Shape and iconography

These Romanesque bronze bowls are 4.5 to 7 cm high, have a diameter of 20 to 30 cm and have a narrow edge protruding horizontally from the round wall. They are usually engraved on the inner surface; on good copies, for example, the personifications of virtues and vices are depicted and named with Latin inscriptions. On other bowls, this iconography is coarsened and simplified to angel-like beings and the letters in the designations are misunderstood here or are illegible or even completely absent. Other groups of these bowls show depictions of animals or reduce the jewelry to floral and geometric patterns. Even examples without any engraving are not uncommon.

Function and use

The original use can only be accessed indirectly. It is undisputed that they were primarily used for hand washing. Since the bowls occasionally appeared in pairs, it was assumed that they were poured from one bowl to the other (by an assistant). However, use together with an aquamanile or, according to later custom, a jug, cannot of course be ruled out in principle. Washings often took place as symbolic cleansing from sin dirt in liturgical ceremonies. But even in the secular area, ritualized cleansing before the meal, before the court session or to greet the guest was common and meant more than a hygienic act, it was rather a demonstration of moral cleanliness and, moreover, a display in the concrete form of the virtues and vices with their Latin inscriptions higher education and social rank.

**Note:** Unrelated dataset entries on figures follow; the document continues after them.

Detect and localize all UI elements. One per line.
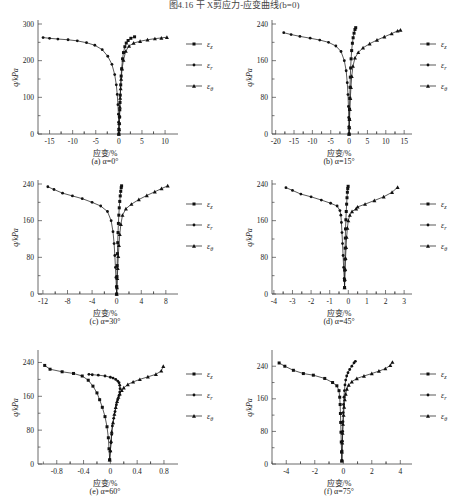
data-point-marker bbox=[159, 369, 163, 373]
legend-label-θ: εθ bbox=[207, 412, 213, 422]
data-point-marker bbox=[340, 221, 343, 224]
data-point-marker bbox=[347, 93, 350, 96]
y-tick-label: 0 bbox=[30, 290, 34, 299]
data-point-marker bbox=[106, 425, 109, 428]
legend-label-r: εr bbox=[441, 391, 447, 401]
data-point-marker bbox=[116, 93, 119, 96]
x-tick-label: 5 bbox=[366, 137, 370, 146]
data-point-marker bbox=[343, 59, 346, 62]
legend-label-z: εz bbox=[207, 200, 213, 210]
data-point-marker bbox=[111, 63, 114, 66]
subplot-a: 0100200300-15-10-50510εzεrεθq/kPa应变/%(a)… bbox=[0, 10, 234, 170]
data-point-marker bbox=[335, 384, 338, 387]
legend-marker-r bbox=[427, 64, 430, 67]
data-point-marker bbox=[71, 195, 74, 198]
x-tick-label: -2 bbox=[312, 467, 318, 476]
data-point-marker bbox=[347, 105, 350, 108]
series-curve bbox=[48, 187, 117, 294]
data-point-marker bbox=[334, 45, 337, 48]
series-curve bbox=[342, 362, 393, 461]
data-point-marker bbox=[110, 219, 113, 222]
data-point-marker bbox=[361, 46, 365, 50]
data-point-marker bbox=[398, 28, 402, 32]
data-point-marker bbox=[43, 364, 46, 367]
y-tick-label: 240 bbox=[23, 358, 35, 367]
data-point-marker bbox=[166, 184, 170, 188]
x-tick-label: -3 bbox=[289, 297, 295, 306]
data-point-marker bbox=[341, 231, 344, 234]
data-point-marker bbox=[110, 430, 114, 434]
data-point-marker bbox=[338, 396, 341, 399]
legend-label-θ: εθ bbox=[207, 82, 213, 92]
data-point-marker bbox=[137, 198, 141, 202]
data-point-marker bbox=[377, 369, 381, 373]
data-point-marker bbox=[131, 380, 135, 384]
x-tick-label: -15 bbox=[45, 137, 55, 146]
data-point-marker bbox=[114, 378, 117, 381]
x-tick-label: 4 bbox=[398, 467, 402, 476]
data-point-marker bbox=[396, 185, 400, 189]
data-point-marker bbox=[345, 387, 349, 391]
data-point-marker bbox=[278, 361, 281, 364]
y-tick-label: 240 bbox=[257, 180, 269, 189]
data-point-marker bbox=[117, 214, 120, 217]
legend-label-θ: εθ bbox=[441, 82, 447, 92]
subplot-caption-c: (c) α=30° bbox=[0, 317, 222, 326]
data-point-marker bbox=[344, 379, 347, 382]
data-point-marker bbox=[112, 377, 115, 380]
data-point-marker bbox=[121, 213, 125, 217]
data-point-marker bbox=[101, 48, 104, 51]
data-point-marker bbox=[299, 193, 302, 196]
y-tick-label: 160 bbox=[257, 394, 269, 403]
y-axis-label: q/kPa bbox=[11, 215, 20, 261]
legend-label-θ: εθ bbox=[441, 242, 447, 252]
data-point-marker bbox=[118, 200, 121, 203]
data-point-marker bbox=[119, 194, 122, 197]
data-point-marker bbox=[48, 37, 51, 40]
data-point-marker bbox=[348, 368, 351, 371]
x-tick-label: 5 bbox=[140, 137, 144, 146]
data-point-marker bbox=[383, 367, 387, 371]
data-point-marker bbox=[382, 195, 386, 199]
y-axis-label: q/kPa bbox=[245, 385, 254, 431]
data-point-marker bbox=[115, 83, 118, 86]
data-point-marker bbox=[81, 375, 84, 378]
x-tick-label: 2 bbox=[384, 297, 388, 306]
data-point-marker bbox=[101, 406, 104, 409]
y-tick-label: 80 bbox=[27, 426, 35, 435]
x-tick-label: 0 bbox=[347, 137, 351, 146]
data-point-marker bbox=[342, 413, 346, 417]
x-tick-label: 2 bbox=[370, 467, 374, 476]
data-point-marker bbox=[336, 205, 339, 208]
y-tick-label: 0 bbox=[30, 460, 34, 469]
y-tick-label: 0 bbox=[264, 460, 268, 469]
legend-label-r: εr bbox=[441, 221, 447, 231]
figure-title: 图4.16 干 X剪应力-应变曲线(b=0) bbox=[0, 0, 468, 9]
y-tick-label: 80 bbox=[261, 427, 269, 436]
data-point-marker bbox=[351, 42, 354, 45]
subplot-caption-b: (b) α=15° bbox=[222, 157, 456, 166]
data-point-marker bbox=[329, 202, 332, 205]
y-tick-label: 100 bbox=[23, 93, 35, 102]
data-point-marker bbox=[91, 385, 94, 388]
y-axis-label: q/kPa bbox=[245, 215, 254, 261]
data-point-marker bbox=[72, 372, 75, 375]
y-tick-label: 240 bbox=[257, 20, 269, 29]
y-tick-label: 240 bbox=[23, 180, 35, 189]
data-point-marker bbox=[375, 38, 379, 42]
x-tick-label: 15 bbox=[400, 137, 408, 146]
x-tick-label: -2 bbox=[308, 297, 314, 306]
data-point-marker bbox=[85, 41, 88, 44]
legend-marker-z bbox=[427, 373, 430, 376]
x-tick-label: 8 bbox=[164, 297, 168, 306]
legend-label-r: εr bbox=[441, 61, 447, 71]
data-point-marker bbox=[145, 193, 149, 197]
data-point-marker bbox=[49, 368, 52, 371]
data-point-marker bbox=[347, 185, 350, 188]
series-curve bbox=[45, 365, 110, 459]
data-point-marker bbox=[118, 206, 121, 209]
x-tick-label: -15 bbox=[289, 137, 299, 146]
data-point-marker bbox=[129, 202, 133, 206]
data-point-marker bbox=[350, 365, 353, 368]
data-point-marker bbox=[67, 38, 70, 41]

In 2012 a Hanseatic bowl was found in Puru in Estonia along with coins from the 11th century.

State of research

Since the fundamental work of Josepha Weitzmann-Fiedler , numerous other finds of Romanesque bronze bowls have been made and published in various places. A large-scale investigation in the form of a corpus work , which combines the find situation, iconography, form and material analysis with mapping, is still pending. It would presumably allow the spatial and temporal changes to be recognized more precisely and provide information about production centers and trade routes.

literature

  • Ulrich Müller: Engraved Romanesque bronze bowls and chess figures of the 11th / 12th centuries Century , in: Mitteilungen der Arbeitsgemeinschaft für Archäologie des Mittelalter und der Neuzeit , Vol. 9 (1998), pp. 39–48. ( online )
  • Ulrich Müller: Regular processes using the example of hand washing dishes . in: Günter Wiegelmann and Ruth-Elisabeth Mohrmann (eds.): Food and Table Culture in the Hanseatic Area , 1996, ISBN 978-3-89325-430-9 , pp. 137 ff.
  • Ulrich Müller: Between use and meaning. Studies on the function of material culture using the example of medieval hand washing dishes (5th / 6th to 15th / 16th centuries) . Habelt, Bonn 2006, ISBN 978-3-7749-3223-4 . (= Journal for Archeology of the Middle Ages , Supplement 20)
  • Josepha Weitzmann-Fiedler: Romanesque engraved bronze bowls . Deutscher Verlag für Kunstwissenschaft, Berlin 1981, ISBN 3-87157-083-4 .

Individual evidence

  1. Ivar Leimus, Mauri Kiudsoo: Mynt från Olav Kyrre FunNet i Estonia . In: Nordisk Numismatisk Unions Medlemsblad . No. 2 , March 2015, p. 43–45 (Swedish, academia.edu ).